The light switched up so that the glare struck me full in my aching eyes. The sheriff said, ‘I’m afraid, Donald, I’m going to have to go over this with you bit by bit, and watch your facial expressions.’

‘To hell with that stuff!’ I said. ‘That’s the old hooey. You’re giving me the third degree.’

‘No, we’re not giving you any third degree, Donald — that is, I’m not. But this is a serious matter, and we want to get the truth.’

‘What’s wrong with my story?’ I asked.

‘Everything,’ he said. ‘In the first place, you weren’t there in that room, Donald. Some of the things you said about Cunweather are true but not all of them. You didn’t shoot Morgan. The girl shot Morgan. You gave her the gun. She dropped the gun and ran out. She called you from the telephone booth downstairs. A tenant in the building gave her a dime with which to put through the call. Your landlady had to get you up out of bed― Now then, Donald, we want the truth.’
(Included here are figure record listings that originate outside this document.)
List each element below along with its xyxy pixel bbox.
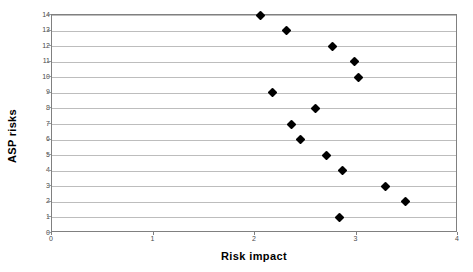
- y-tick-mark: [47, 170, 51, 171]
- gridline-horizontal: [52, 124, 456, 125]
- y-tick-mark: [47, 45, 51, 46]
- data-point: [311, 103, 321, 113]
- y-tick-mark: [47, 14, 51, 15]
- gridline-horizontal: [52, 31, 456, 32]
- data-point: [337, 166, 347, 176]
- y-tick-mark: [47, 154, 51, 155]
- y-tick-mark: [47, 76, 51, 77]
- x-tick-label: 4: [445, 235, 469, 242]
- x-tick-mark: [254, 232, 255, 235]
- data-point: [400, 197, 410, 207]
- x-axis-title: Risk impact: [51, 250, 457, 262]
- gridline-horizontal: [52, 202, 456, 203]
- y-axis-title: ASP risks: [0, 0, 24, 272]
- gridline-horizontal: [52, 155, 456, 156]
- data-point: [350, 57, 360, 67]
- x-tick-label: 2: [242, 235, 266, 242]
- x-tick-mark: [356, 232, 357, 235]
- gridline-horizontal: [52, 108, 456, 109]
- y-tick-mark: [47, 30, 51, 31]
- x-tick-label: 0: [39, 235, 63, 242]
- x-tick-label: 1: [141, 235, 165, 242]
- data-point: [381, 181, 391, 191]
- y-tick-mark: [47, 92, 51, 93]
- y-tick-mark: [47, 216, 51, 217]
- data-point: [255, 10, 265, 20]
- data-point: [334, 212, 344, 222]
- gridline-horizontal: [52, 77, 456, 78]
- plot-area: [51, 14, 457, 232]
- data-point: [287, 119, 297, 129]
- gridline-horizontal: [52, 15, 456, 16]
- x-tick-mark: [457, 232, 458, 235]
- x-tick-mark: [51, 232, 52, 235]
- gridline-horizontal: [52, 186, 456, 187]
- y-tick-mark: [47, 61, 51, 62]
- gridline-horizontal: [52, 46, 456, 47]
- data-point: [321, 150, 331, 160]
- gridline-horizontal: [52, 217, 456, 218]
- y-tick-mark: [47, 185, 51, 186]
- data-point: [327, 41, 337, 51]
- y-tick-mark: [47, 201, 51, 202]
- gridline-horizontal: [52, 62, 456, 63]
- y-tick-mark: [47, 123, 51, 124]
- y-tick-mark: [47, 139, 51, 140]
- gridline-horizontal: [52, 171, 456, 172]
- data-point: [354, 72, 364, 82]
- data-point: [296, 135, 306, 145]
- gridline-horizontal: [52, 140, 456, 141]
- y-tick-mark: [47, 107, 51, 108]
- x-tick-mark: [153, 232, 154, 235]
- gridline-horizontal: [52, 93, 456, 94]
- data-point: [282, 26, 292, 36]
- data-point: [267, 88, 277, 98]
- x-tick-label: 3: [344, 235, 368, 242]
- scatter-chart: ASP risks Risk impact 012345678910111213…: [0, 0, 473, 272]
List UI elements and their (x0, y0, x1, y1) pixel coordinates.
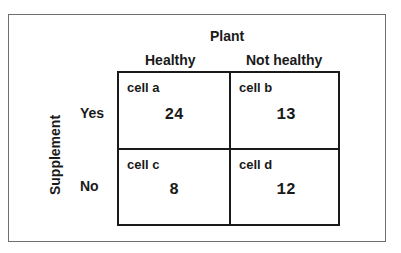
row-header-yes: Yes (80, 105, 104, 121)
cell-c-value: 8 (119, 181, 229, 199)
column-header-not-healthy: Not healthy (246, 52, 322, 68)
divider-horizontal (119, 148, 338, 150)
cell-a-value: 24 (119, 106, 229, 124)
contingency-table: cell a 24 cell b 13 cell c 8 cell d 12 (117, 71, 340, 226)
cell-a-label: cell a (127, 80, 160, 95)
cell-c-label: cell c (127, 157, 160, 172)
column-axis-label: Plant (210, 28, 244, 44)
row-axis-label: Supplement (47, 115, 63, 195)
cell-b-value: 13 (231, 106, 341, 124)
cell-b-label: cell b (239, 80, 272, 95)
column-header-healthy: Healthy (145, 52, 196, 68)
cell-d-value: 12 (231, 181, 341, 199)
cell-d-label: cell d (239, 157, 272, 172)
row-header-no: No (80, 178, 99, 194)
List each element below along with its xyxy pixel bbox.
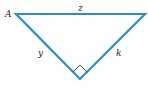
vertex-label-a: A: [4, 9, 12, 19]
triangle-diagram: A z y k: [0, 0, 148, 93]
side-label-z: z: [77, 3, 83, 13]
right-angle-marker: [73, 65, 87, 72]
triangle: [16, 14, 145, 79]
side-label-y: y: [37, 48, 44, 58]
side-label-k: k: [116, 48, 121, 58]
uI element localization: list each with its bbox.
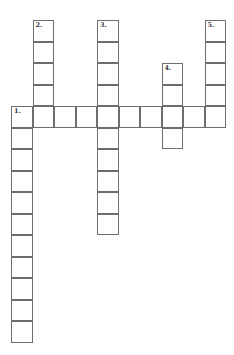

I said, ‘Oh, all right. Turn that damn light out of my eyes and I’ll tell you everything.’

The district attorney cleared his throat. ‘Take this,’ he said to the shorthand reporter. ‘Now, Donald, as I understand it, you’re going to make a voluntary statement or confession. This is the result of pour own volition. No promises or inducements have been made to you; nor have any threats been made. You’re going to make a statement simply because you want to tell the truth and make a clean breast of the entire situation. Is that right?’

‘Have it your own way,’ I said.

‘That doesn’t answer my question, Donald.’

‘Oh, hell,’ I said, ‘you’ve got me. What’s the use?’

He turned to the shorthand reporter. ‘The answer is yes,’ he said. ‘Take it down. That’s right, isn’t it, Donald?’

‘Yes.’

‘Go ahead,’ the sheriff said. ‘Let’s hear the truth, Donald. But remember, we don’t want any more lying.’

He deflected the light so that my tortured eyeballs had a rest. ‘Go ahead, Donald.’

‘I killed him,’ I said, ‘but Alma Hunter doesn’t know it. And I didn’t do it because I was guarding Alma Hunter. I did it because I was told to.’

‘Who told you to?’

‘Bill Cunweather.’

The sheriff said, ‘Now, Donald, we don’t want any more’ lies.’

‘You’re getting the real low-down now.’

‘All right. Go ahead.’

‘Do you want it from the beginning?’ I asked.

‘Yes, from the beginning.’

‘Well,’ I said, ‘I used to know the Cunweather outfit in Kansas City. I’m not going to tell you a thing about who I really am because my father and mother are living, and I’m not going to break their hearts. But you can take it from me that I’ve batted around. But I didn’t have nothing to do with that Kansas City job. I was in California when that job was pulled, and I can prove it.

‘Well, here’s the low-down. Cunweather was the head of the slot-machine racket. Naturally, there was a pay-off. I don’t know all the dope on that, but it ran into quite a wad of dough. Morgan Birks was the pay-off man.

‘Well, things ran along pretty smooth until the grand jury started investigating. A citizens’ vice committee had some undercover men out and they uncovered the whole racket. They knew the names of some of the guys who were getting the dough. They didn’t know the higher-ups, but they knew some of the contact men and they knew how much those men were getting.

‘Well, that was where things began to get interesting, because there was a leak from the grand jury; and we found that the undercover men for the citizens’ committee reported that the pay-off was just about half of what Cunweather thought it was. In other words, every time Morgan Birks would collect ten thousand dollars to pay off to the big shots, he’d salt five grand and pass on only half of what he’d collected as the real pay-off.

‘Los Angeles is a tough city to do business in, and Morgan Birks had specified that if anything was going to be done, he had to have the exclusive handling of the whole business. Morgan Birks had been with Cunweather for some time, and the chief — that’s figured he was absolutely on the up-and-up.

‘Well, when this blow-off came, Morgan Birks took it on the lam, the idea being that he was hiding out from the grand jury. He wasn’t. He was hiding out from the chief because he was afraid the chief was going to rub him out.